Excellent. Please report back on whether it makes a difference for you (positive or negative). It's one of those your milage may vary things. With Pandas, the data is in C and outside the GC's purview so it might matter less.
Nice one! I'll definitely be trying this out. One small thing I'd probably recommend using time.monotonic() to avoid time drift due to NTP / daylight savings etc. when measuring this kind of stuff.
@@mikeckennedy kinda all the numbers but mainly the 700. With thinking about this a bit sense I guess this could be a bit of a historical number. On older machines with lower memory, higher numbers could cause problems. So using a 50,000 could be costly. I am now wondering if those numbers will be changed by default in the future as python is trying to make performance improvements.
@@jamesfitzpatrick9607 I see. It's interesting that it's 700. That seems insanely low to me. I bet you're right that in 1991 that made sense. It doesn't now. Plus, the thing to keep in mind is that it *only* applies to cycles that are missed by ref counting. Ref counting runs first, then if there are cycles that would have leaked, then the GC kicks in.
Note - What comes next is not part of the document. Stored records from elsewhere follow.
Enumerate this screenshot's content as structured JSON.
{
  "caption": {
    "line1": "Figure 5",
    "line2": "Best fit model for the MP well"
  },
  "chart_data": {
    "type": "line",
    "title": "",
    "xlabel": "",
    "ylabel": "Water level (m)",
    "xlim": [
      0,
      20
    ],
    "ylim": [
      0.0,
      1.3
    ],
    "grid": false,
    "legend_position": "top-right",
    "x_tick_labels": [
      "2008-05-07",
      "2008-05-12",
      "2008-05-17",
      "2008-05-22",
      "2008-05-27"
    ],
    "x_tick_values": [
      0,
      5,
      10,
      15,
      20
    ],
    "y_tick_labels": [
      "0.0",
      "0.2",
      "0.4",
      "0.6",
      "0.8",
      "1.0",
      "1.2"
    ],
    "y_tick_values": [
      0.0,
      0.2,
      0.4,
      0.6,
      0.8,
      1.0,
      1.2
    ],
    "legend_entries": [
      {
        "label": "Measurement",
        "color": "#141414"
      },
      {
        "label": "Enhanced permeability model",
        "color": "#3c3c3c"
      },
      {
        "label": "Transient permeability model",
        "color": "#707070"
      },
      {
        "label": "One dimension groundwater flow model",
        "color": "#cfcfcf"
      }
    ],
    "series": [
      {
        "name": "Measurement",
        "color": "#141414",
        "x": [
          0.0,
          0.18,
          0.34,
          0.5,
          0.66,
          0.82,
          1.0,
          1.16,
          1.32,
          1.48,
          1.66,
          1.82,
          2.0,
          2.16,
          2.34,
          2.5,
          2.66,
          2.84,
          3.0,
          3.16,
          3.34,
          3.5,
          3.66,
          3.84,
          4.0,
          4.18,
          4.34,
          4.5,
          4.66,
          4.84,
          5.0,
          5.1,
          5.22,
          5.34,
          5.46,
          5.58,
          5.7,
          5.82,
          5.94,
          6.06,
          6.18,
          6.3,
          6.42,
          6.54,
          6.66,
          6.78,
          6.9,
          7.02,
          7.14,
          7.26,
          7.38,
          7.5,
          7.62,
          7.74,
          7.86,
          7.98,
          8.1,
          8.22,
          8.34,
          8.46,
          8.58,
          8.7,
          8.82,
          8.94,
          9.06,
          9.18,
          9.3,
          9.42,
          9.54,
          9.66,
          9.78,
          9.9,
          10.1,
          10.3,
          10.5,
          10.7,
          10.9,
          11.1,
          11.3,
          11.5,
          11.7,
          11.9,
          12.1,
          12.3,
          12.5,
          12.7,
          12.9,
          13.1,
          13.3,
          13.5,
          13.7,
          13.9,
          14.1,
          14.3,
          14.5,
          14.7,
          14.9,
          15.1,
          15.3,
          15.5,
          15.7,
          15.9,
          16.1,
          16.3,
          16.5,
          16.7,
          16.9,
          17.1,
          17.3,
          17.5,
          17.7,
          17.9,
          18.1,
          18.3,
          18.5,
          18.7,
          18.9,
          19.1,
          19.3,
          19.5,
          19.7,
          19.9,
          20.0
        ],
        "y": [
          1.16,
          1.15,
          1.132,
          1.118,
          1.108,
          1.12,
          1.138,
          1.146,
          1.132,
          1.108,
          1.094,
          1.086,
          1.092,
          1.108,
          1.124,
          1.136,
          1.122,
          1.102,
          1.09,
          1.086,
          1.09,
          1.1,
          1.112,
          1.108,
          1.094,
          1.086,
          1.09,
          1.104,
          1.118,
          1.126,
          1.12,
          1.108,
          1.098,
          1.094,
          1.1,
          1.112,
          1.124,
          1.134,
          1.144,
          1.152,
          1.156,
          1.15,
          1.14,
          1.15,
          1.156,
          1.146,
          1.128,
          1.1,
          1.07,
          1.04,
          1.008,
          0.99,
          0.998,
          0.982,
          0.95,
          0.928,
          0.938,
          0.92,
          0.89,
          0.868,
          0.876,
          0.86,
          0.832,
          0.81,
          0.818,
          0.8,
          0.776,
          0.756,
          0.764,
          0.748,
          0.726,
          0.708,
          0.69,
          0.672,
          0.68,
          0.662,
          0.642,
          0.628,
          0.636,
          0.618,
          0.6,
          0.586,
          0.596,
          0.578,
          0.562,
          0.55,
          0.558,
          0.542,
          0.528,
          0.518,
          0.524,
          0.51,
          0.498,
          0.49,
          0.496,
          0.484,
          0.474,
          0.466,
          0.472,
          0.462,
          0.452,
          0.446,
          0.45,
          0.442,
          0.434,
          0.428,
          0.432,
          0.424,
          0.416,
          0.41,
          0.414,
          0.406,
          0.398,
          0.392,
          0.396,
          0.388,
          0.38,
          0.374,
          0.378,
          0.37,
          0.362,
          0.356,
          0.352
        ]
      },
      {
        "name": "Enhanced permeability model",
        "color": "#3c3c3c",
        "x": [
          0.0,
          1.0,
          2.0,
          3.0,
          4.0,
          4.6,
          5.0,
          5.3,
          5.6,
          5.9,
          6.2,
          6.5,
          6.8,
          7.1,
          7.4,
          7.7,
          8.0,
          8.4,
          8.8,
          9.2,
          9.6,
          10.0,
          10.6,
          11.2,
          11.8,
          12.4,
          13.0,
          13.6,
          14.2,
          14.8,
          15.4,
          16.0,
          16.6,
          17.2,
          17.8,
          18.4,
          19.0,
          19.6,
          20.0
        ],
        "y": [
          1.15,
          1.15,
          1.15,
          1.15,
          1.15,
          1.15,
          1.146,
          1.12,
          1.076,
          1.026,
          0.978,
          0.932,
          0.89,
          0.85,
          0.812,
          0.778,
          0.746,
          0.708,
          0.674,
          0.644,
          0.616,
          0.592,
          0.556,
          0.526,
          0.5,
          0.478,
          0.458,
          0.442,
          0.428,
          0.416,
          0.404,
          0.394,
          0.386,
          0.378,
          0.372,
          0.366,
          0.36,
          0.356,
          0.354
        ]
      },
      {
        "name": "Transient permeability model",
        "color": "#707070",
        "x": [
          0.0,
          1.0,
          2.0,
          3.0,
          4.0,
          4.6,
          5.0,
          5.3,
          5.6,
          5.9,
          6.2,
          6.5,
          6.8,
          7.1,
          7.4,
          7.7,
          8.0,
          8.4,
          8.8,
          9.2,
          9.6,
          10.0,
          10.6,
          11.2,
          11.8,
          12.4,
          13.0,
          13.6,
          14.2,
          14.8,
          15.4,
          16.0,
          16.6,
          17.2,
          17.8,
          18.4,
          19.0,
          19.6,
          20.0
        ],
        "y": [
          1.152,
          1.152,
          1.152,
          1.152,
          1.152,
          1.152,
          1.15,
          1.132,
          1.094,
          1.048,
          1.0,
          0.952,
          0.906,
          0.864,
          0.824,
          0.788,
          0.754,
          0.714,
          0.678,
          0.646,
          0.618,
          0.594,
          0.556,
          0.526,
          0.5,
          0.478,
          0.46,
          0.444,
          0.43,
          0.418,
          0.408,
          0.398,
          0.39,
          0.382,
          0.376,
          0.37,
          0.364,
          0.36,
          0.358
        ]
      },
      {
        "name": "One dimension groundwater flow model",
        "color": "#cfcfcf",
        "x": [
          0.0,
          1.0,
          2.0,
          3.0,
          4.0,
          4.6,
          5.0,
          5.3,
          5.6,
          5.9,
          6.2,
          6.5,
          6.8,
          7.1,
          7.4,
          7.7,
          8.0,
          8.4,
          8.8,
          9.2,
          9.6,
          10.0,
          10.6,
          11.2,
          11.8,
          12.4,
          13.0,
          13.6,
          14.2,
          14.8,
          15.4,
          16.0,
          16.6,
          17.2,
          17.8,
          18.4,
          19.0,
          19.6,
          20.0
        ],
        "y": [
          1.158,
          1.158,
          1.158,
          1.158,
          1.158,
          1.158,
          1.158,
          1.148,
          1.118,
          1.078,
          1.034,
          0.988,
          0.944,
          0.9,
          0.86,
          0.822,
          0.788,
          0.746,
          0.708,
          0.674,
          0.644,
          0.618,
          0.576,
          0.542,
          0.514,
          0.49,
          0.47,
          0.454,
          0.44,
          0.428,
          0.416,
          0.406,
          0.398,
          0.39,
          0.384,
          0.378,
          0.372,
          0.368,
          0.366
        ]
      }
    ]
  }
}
For 95% of apps, that almost never happens. I'm glad they make it configurable.
Just ran this on one of my scripts with the three lines added. 5 min .3 sec before and 4 min 17.9 sec after. That is amazing.
Dain, that is awesome. Thanks for sharing your findings.
Always a big fan of Mike and these amazing videos. I learn so much in this space
Thanks so much :)
I have to give this a try. A lot of my data does come from a database but I tend to put into a Pandas dataframe.
Excellent. Please report back on whether it makes a difference for you (positive or negative). It's one of those your milage may vary things. With Pandas, the data is in C and outside the GC's purview so it might matter less.
Nice one! I'll definitely be trying this out. One small thing I'd probably recommend using time.monotonic() to avoid time drift due to NTP / daylight savings etc. when measuring this kind of stuff.
Thanks for the share Michael, I have some very long running data pipelines that I think could benefit from this.
You're welcome! Let us know how it turns out.
Awesome video Michael! Thank you!
Thanks Michael!
Is this valid for python 3.11+?
Why aren't the memory settings optimized by default?
thank you
A question I need to ask is why are those numbers so low?
What numbers are you talking about specifically? And what are you comparing them to?
@@mikeckennedy kinda all the numbers but mainly the 700. With thinking about this a bit sense I guess this could be a bit of a historical number. On older machines with lower memory, higher numbers could cause problems. So using a 50,000 could be costly. I am now wondering if those numbers will be changed by default in the future as python is trying to make performance improvements.
@@jamesfitzpatrick9607 I see. It's interesting that it's 700. That seems insanely low to me. I bet you're right that in 1991 that made sense. It doesn't now. Plus, the thing to keep in mind is that it *only* applies to cycles that are missed by ref counting. Ref counting runs first, then if there are cycles that would have leaked, then the GC kicks in. For 95% of apps, that almost never happens. I'm glad they make it configurable.